Wednesday, October 2, 2024

Recent Trends in Unemployment

First, the downtrend of unemployment after the financial crisis and the 2008-09 recession:

The gray line shows the rate of unemployment since January 2007. On today's graphs, the gray shows the FRED data from

https://fred.stlouisfed.org/series/UNRATE

The blue line on this graph shows that data for the Obama years, beginning about when the unemployment rate started falling. The red line, here a "linear" or straight-line trend, was calculated by Excel from the data indicated in blue on the graph. (For both graphs today, the blue line indicates the data Excel used to calculate the trend line.)

The change in unemployment, from  more or less above the trend line in 2012-2013 to more or less below the trend line in 2014-2015, is probably an indication that the economy was at last starting to do better by 2014. The change in the blue line to mostly horizontal in 2016, was due to other changes in the economy. Off the top of my head I'd say the Federal Reserve, increasing interest rates in late 2015 and after was the  cause of that relative-to-trend increase. (The Fed kept the interest rate at zero from late 2008 until December 2015.)


Not a linear trend, this time. Excel calls this one a second order polynomial.

I find it interesting that this Trump-years-sans-Covid trend line fits so well with the Obama-years data back to 2013 or before -- and also runs close to the gray data since early 2022. This suggests to me that, Covid shock aside, the rate of unemployment was all very much part of a pattern that had little or nothing to do with Donald Trump.

I note that the monthly unemployment rate hung in there at 3.6 percent from October 2019 to January 2020, then fell to 3.5 percent before skyrocketing in March as Covid made itself known. I figure the Covid shock to unemployment came to an end in March 2022 when unemployment again reached 3.6 percent.

That same month, March 2022, also happens to be when the Fed started raising the interest rate to fight the inflation that Jerome Powell had warned us about a year before, in March 2021. So it looks like the Fed was waiting for employment to get back to normal before they started raising interest rates. And in fact that is what they said they would do. In the transcript of the March 17, 2021 press conference, Powell said:

With regard to interest rates, we continue to expect it will be appropriate to maintain the current 0 to ¼ percent target range for the federal funds rate until labor market conditions have reached levels consistent with the Committee’s assessment of maximum employment...

(My bold.) But I'm not sure that decision was sound. Inflation went absolutely crazy between March 2021 and March 2022, while interest rates remained at zero. I think the Fed's "decision" was an excuse that Powell used because Trump had manipulated the Fed into agreeing to delay interest rate increases for a year, to let inflation go up to make Biden look bad. You know, election interference.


## TASK BRIEF
Word for word, restate all the records; images are not part of the copy.

## Items from a figure collection
■ ■ ■

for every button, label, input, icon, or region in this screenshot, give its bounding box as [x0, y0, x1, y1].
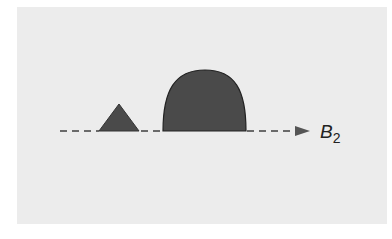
diagram-canvas: B2	[0, 0, 392, 239]
dome-shape	[163, 70, 246, 131]
axis-label: B2	[320, 121, 341, 146]
arrowhead-icon	[295, 126, 310, 136]
triangle-shape	[99, 104, 139, 131]
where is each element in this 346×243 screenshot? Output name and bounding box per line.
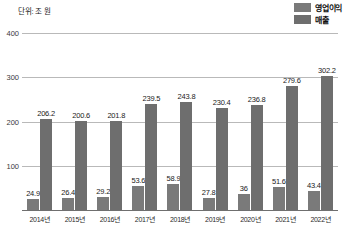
bar-operating-profit: 58.9: [167, 184, 179, 210]
legend-item-revenue: 매출: [294, 15, 328, 24]
bar-value-label: 302.2: [318, 66, 336, 75]
chart-legend: 영업이익 매출: [294, 3, 342, 24]
bar-group: 51.6279.6: [268, 33, 303, 210]
bar-revenue: 239.5: [145, 104, 157, 210]
bar-operating-profit: 29.2: [97, 197, 109, 210]
y-axis-tick-label: 400: [6, 29, 19, 38]
bar-revenue: 201.8: [110, 121, 122, 210]
bar-group: 43.4302.2: [303, 33, 338, 210]
bar-revenue: 230.4: [216, 108, 228, 210]
bar-operating-profit: 51.6: [273, 187, 285, 210]
x-axis-tick-label: 2020년: [233, 214, 268, 224]
bar-revenue: 302.2: [321, 76, 333, 210]
bar-value-label: 53.6: [131, 176, 145, 185]
x-axis-tick-label: 2022년: [303, 214, 338, 224]
bar-value-label: 230.4: [213, 98, 231, 107]
unit-label: 단위: 조 원: [18, 5, 51, 16]
bar-value-label: 243.8: [178, 92, 196, 101]
x-axis-tick-label: 2017년: [127, 214, 162, 224]
bar-revenue: 200.6: [75, 121, 87, 210]
bar-operating-profit: 53.6: [132, 186, 144, 210]
bar-value-label: 36: [240, 184, 248, 193]
bar-revenue: 236.8: [251, 105, 263, 210]
bar-value-label: 236.8: [248, 95, 266, 104]
bar-value-label: 43.4: [307, 181, 321, 190]
x-axis-tick-label: 2019년: [198, 214, 233, 224]
x-axis: 2014년2015년2016년2017년2018년2019년2020년2021년…: [22, 214, 338, 224]
x-axis-tick-label: 2016년: [92, 214, 127, 224]
bar-value-label: 206.2: [37, 109, 55, 118]
bar-revenue: 279.6: [286, 86, 298, 210]
bar-groups: 24.9206.226.4200.629.2201.853.6239.558.9…: [22, 33, 338, 210]
bar-value-label: 27.8: [202, 188, 216, 197]
bar-value-label: 24.9: [26, 189, 40, 198]
bar-group: 58.9243.8: [162, 33, 197, 210]
axis-baseline: [22, 210, 338, 211]
bar-value-label: 58.9: [167, 174, 181, 183]
bar-revenue: 206.2: [40, 119, 52, 210]
legend-swatch-icon: [294, 15, 311, 24]
y-axis-tick-label: 200: [6, 117, 19, 126]
bar-operating-profit: 43.4: [308, 191, 320, 210]
bar-value-label: 26.4: [61, 188, 75, 197]
bar-value-label: 200.6: [72, 111, 90, 120]
legend-item-operating-profit: 영업이익: [294, 3, 342, 12]
bar-group: 29.2201.8: [92, 33, 127, 210]
bar-value-label: 201.8: [107, 111, 125, 120]
legend-label: 매출: [315, 14, 328, 25]
bar-operating-profit: 27.8: [203, 198, 215, 210]
x-axis-tick-label: 2014년: [22, 214, 57, 224]
bar-group: 26.4200.6: [57, 33, 92, 210]
legend-label: 영업이익: [315, 2, 342, 13]
plot-area: 100200300400 24.9206.226.4200.629.2201.8…: [22, 33, 338, 211]
bar-group: 24.9206.2: [22, 33, 57, 210]
x-axis-tick-label: 2021년: [268, 214, 303, 224]
bar-value-label: 51.6: [272, 177, 286, 186]
x-axis-tick-label: 2015년: [57, 214, 92, 224]
bar-group: 53.6239.5: [127, 33, 162, 210]
bar-group: 36236.8: [233, 33, 268, 210]
y-axis-tick-label: 300: [6, 73, 19, 82]
bar-operating-profit: 36: [238, 194, 250, 210]
x-axis-tick-label: 2018년: [162, 214, 197, 224]
legend-swatch-icon: [294, 3, 311, 12]
bar-value-label: 29.2: [96, 187, 110, 196]
bar-value-label: 239.5: [142, 94, 160, 103]
bar-revenue: 243.8: [180, 102, 192, 210]
bar-value-label: 279.6: [283, 76, 301, 85]
bar-operating-profit: 26.4: [62, 198, 74, 210]
bar-chart: 단위: 조 원 영업이익 매출 100200300400 24.9206.226…: [0, 0, 346, 243]
y-axis-tick-label: 100: [6, 161, 19, 170]
bar-group: 27.8230.4: [198, 33, 233, 210]
bar-operating-profit: 24.9: [27, 199, 39, 210]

■ ■ ■

## ANSWER
for every button, label, input, icon, or region in this screenshot, give its bounding box as [x0, y0, x1, y1].
diagram-canvas: B2	[0, 0, 392, 239]
dome-shape	[163, 70, 246, 131]
axis-label: B2	[320, 121, 341, 146]
arrowhead-icon	[295, 126, 310, 136]
triangle-shape	[99, 104, 139, 131]
where is each element in this 346×243 screenshot? Output name and bounding box per line.
bar-operating-profit: 58.9: [167, 184, 179, 210]
legend-item-revenue: 매출: [294, 15, 328, 24]
bar-value-label: 302.2: [318, 66, 336, 75]
chart-legend: 영업이익 매출: [294, 3, 342, 24]
bar-group: 51.6279.6: [268, 33, 303, 210]
bar-revenue: 239.5: [145, 104, 157, 210]
bar-operating-profit: 29.2: [97, 197, 109, 210]
y-axis-tick-label: 400: [6, 29, 19, 38]
bar-revenue: 201.8: [110, 121, 122, 210]
bar-group: 43.4302.2: [303, 33, 338, 210]
bar-revenue: 230.4: [216, 108, 228, 210]
bar-operating-profit: 51.6: [273, 187, 285, 210]
x-axis-tick-label: 2020년: [233, 214, 268, 224]
bar-revenue: 302.2: [321, 76, 333, 210]
bar-value-label: 53.6: [131, 176, 145, 185]
x-axis-tick-label: 2022년: [303, 214, 338, 224]
bar-value-label: 230.4: [213, 98, 231, 107]
unit-label: 단위: 조 원: [18, 5, 51, 16]
bar-value-label: 243.8: [178, 92, 196, 101]
x-axis-tick-label: 2017년: [127, 214, 162, 224]
bar-revenue: 200.6: [75, 121, 87, 210]
bar-operating-profit: 53.6: [132, 186, 144, 210]
bar-value-label: 36: [240, 184, 248, 193]
bar-revenue: 236.8: [251, 105, 263, 210]
bar-value-label: 236.8: [248, 95, 266, 104]
bar-value-label: 43.4: [307, 181, 321, 190]
x-axis-tick-label: 2019년: [198, 214, 233, 224]
x-axis: 2014년2015년2016년2017년2018년2019년2020년2021년…: [22, 214, 338, 224]
x-axis-tick-label: 2016년: [92, 214, 127, 224]
bar-value-label: 206.2: [37, 109, 55, 118]
bar-revenue: 279.6: [286, 86, 298, 210]
bar-groups: 24.9206.226.4200.629.2201.853.6239.558.9…: [22, 33, 338, 210]
bar-value-label: 27.8: [202, 188, 216, 197]
bar-value-label: 24.9: [26, 189, 40, 198]
bar-group: 58.9243.8: [162, 33, 197, 210]
axis-baseline: [22, 210, 338, 211]
bar-value-label: 58.9: [167, 174, 181, 183]
bar-revenue: 206.2: [40, 119, 52, 210]
legend-swatch-icon: [294, 15, 311, 24]
y-axis-tick-label: 200: [6, 117, 19, 126]
bar-operating-profit: 43.4: [308, 191, 320, 210]
bar-value-label: 26.4: [61, 188, 75, 197]
bar-value-label: 200.6: [72, 111, 90, 120]
legend-item-operating-profit: 영업이익: [294, 3, 342, 12]
bar-group: 29.2201.8: [92, 33, 127, 210]
bar-value-label: 201.8: [107, 111, 125, 120]
legend-label: 매출: [315, 14, 328, 25]
bar-operating-profit: 27.8: [203, 198, 215, 210]
x-axis-tick-label: 2014년: [22, 214, 57, 224]
bar-group: 26.4200.6: [57, 33, 92, 210]
legend-label: 영업이익: [315, 2, 342, 13]
plot-area: 100200300400 24.9206.226.4200.629.2201.8…: [22, 33, 338, 211]
bar-group: 24.9206.2: [22, 33, 57, 210]
x-axis-tick-label: 2021년: [268, 214, 303, 224]
bar-value-label: 51.6: [272, 177, 286, 186]
x-axis-tick-label: 2015년: [57, 214, 92, 224]
bar-group: 53.6239.5: [127, 33, 162, 210]
bar-group: 36236.8: [233, 33, 268, 210]
y-axis-tick-label: 300: [6, 73, 19, 82]
bar-operating-profit: 36: [238, 194, 250, 210]
x-axis-tick-label: 2018년: [162, 214, 197, 224]
legend-swatch-icon: [294, 3, 311, 12]
bar-value-label: 29.2: [96, 187, 110, 196]
bar-value-label: 239.5: [142, 94, 160, 103]
bar-revenue: 243.8: [180, 102, 192, 210]
bar-value-label: 279.6: [283, 76, 301, 85]
bar-operating-profit: 26.4: [62, 198, 74, 210]
bar-chart: 단위: 조 원 영업이익 매출 100200300400 24.9206.226…: [0, 0, 346, 243]
y-axis-tick-label: 100: [6, 161, 19, 170]
bar-group: 27.8230.4: [198, 33, 233, 210]
bar-operating-profit: 24.9: [27, 199, 39, 210]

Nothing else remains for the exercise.